Pursuing my health: a self-narrative of a Chinese international student from a Bordieuan perspective

Year: 2024

Author: Jiayuan Deng

Type of paper: Individual Paper

Abstract:
International students often face significant challenges when transitioning to new cultural environments, making them particularly vulnerable to health and wellbeing issues (Russell et al., 2010; Shadowen et al., 2019). Health today is considered as an achievement, not simply a natural endowment but something actively produced and maintained at all stages of life and in all dimensions in society (McQueen et al., 2007). In this sense, health serves as a form of capital that creates pressure on international students to perform their health practices accordingly. This study presents a self-narrative exploring my personal health experiences as a Chinese international student living and studying in China, Japan, and Aotearoa New Zealand. The diverse experiences of living and studying in three different countries have profoundly shaped my views about health. Throughout this process of exposure to new and unfamiliar spaces, my health-related habitus has gone through different stages of maintenance, modification and integration. As Bourdieu (1990) points out, habitus are formed and reformed within certain conditions, and within fields of practice. Drawing on Bourdieu’s concepts of ‘field,’ ‘capital,’ and ‘habitus,’ this narrative explores my different health habitus within different social and cultural contexts and how these are related to field and diverse forms of capital. Using a ‘past to present’ perspective, I delve into three stories about my own health experiences in China, Japan and Aotearoa New Zealand, to show how my pursuit of personal capital has transformed across various cultural fields, and the various nuances of the different cultural fields that have shaped my understanding of health.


• Exercise instructions
Without any pictures, retype exactly the lines that begin at the one holding "The height and" and end at the last line of the data below.

• Pixel coordinate grounding data

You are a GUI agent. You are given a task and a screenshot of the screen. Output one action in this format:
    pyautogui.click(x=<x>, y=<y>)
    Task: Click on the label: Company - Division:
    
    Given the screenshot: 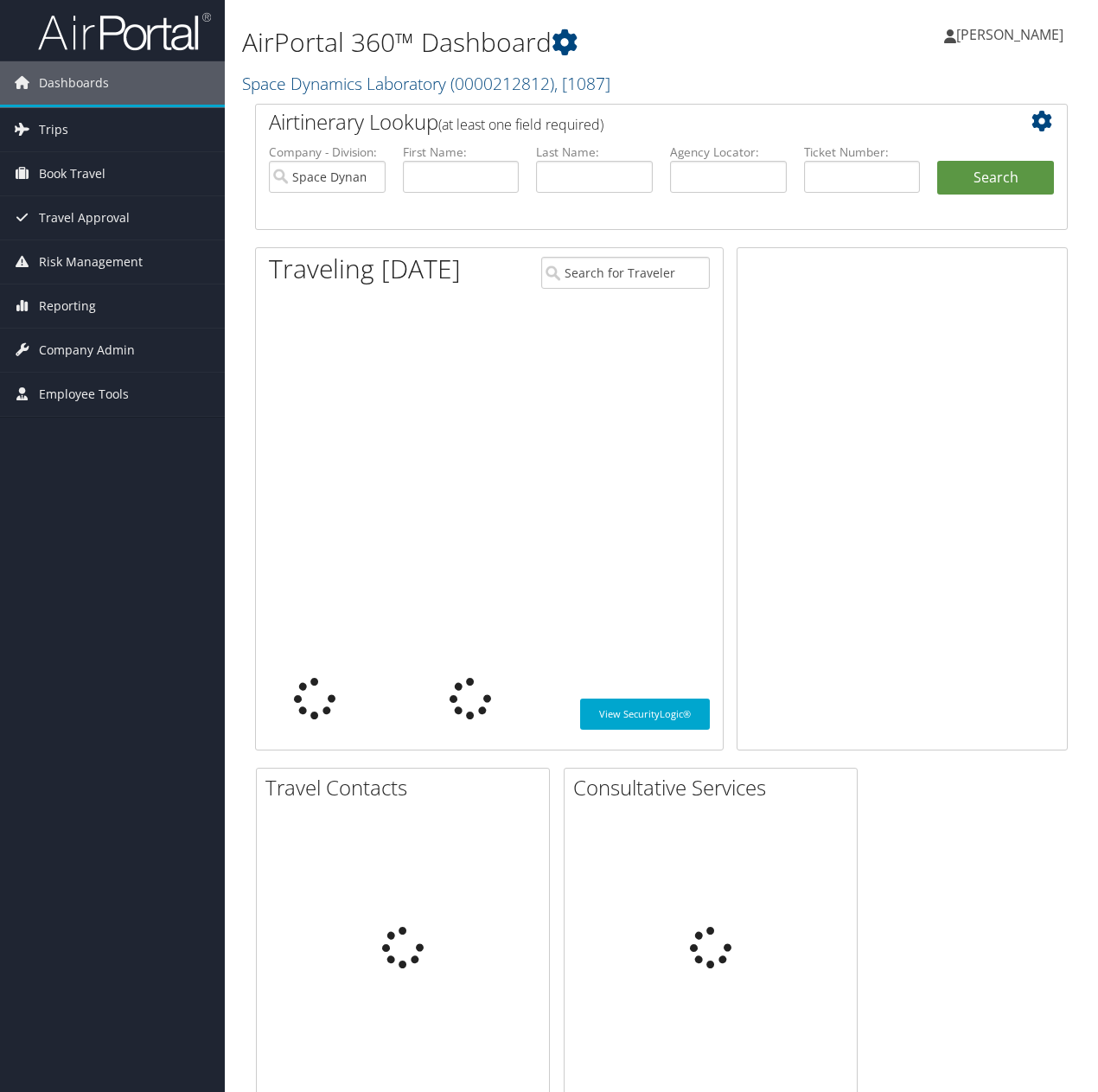 What is the action you would take?
    pyautogui.click(x=327, y=153)
    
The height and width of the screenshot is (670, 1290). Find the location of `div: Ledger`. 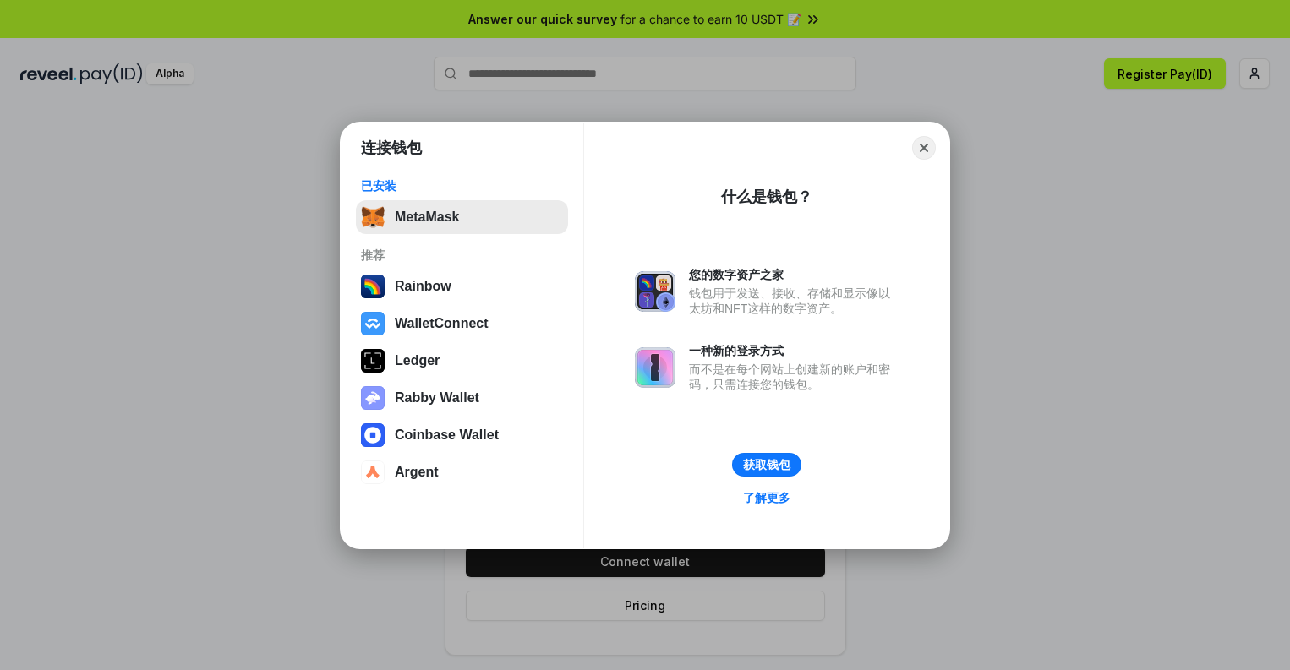

div: Ledger is located at coordinates (417, 361).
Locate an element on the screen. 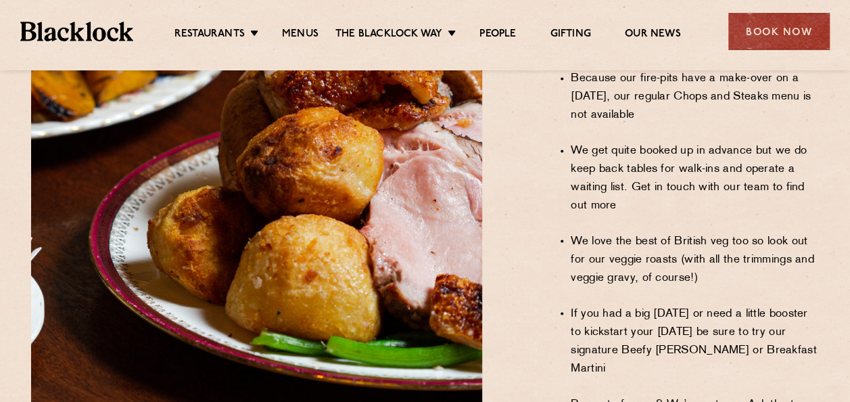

• Problem solution
The height and width of the screenshot is (670, 1290). Find the location of `div: Ledger`. 

div: Ledger is located at coordinates (417, 361).
Locate an element on the screen. 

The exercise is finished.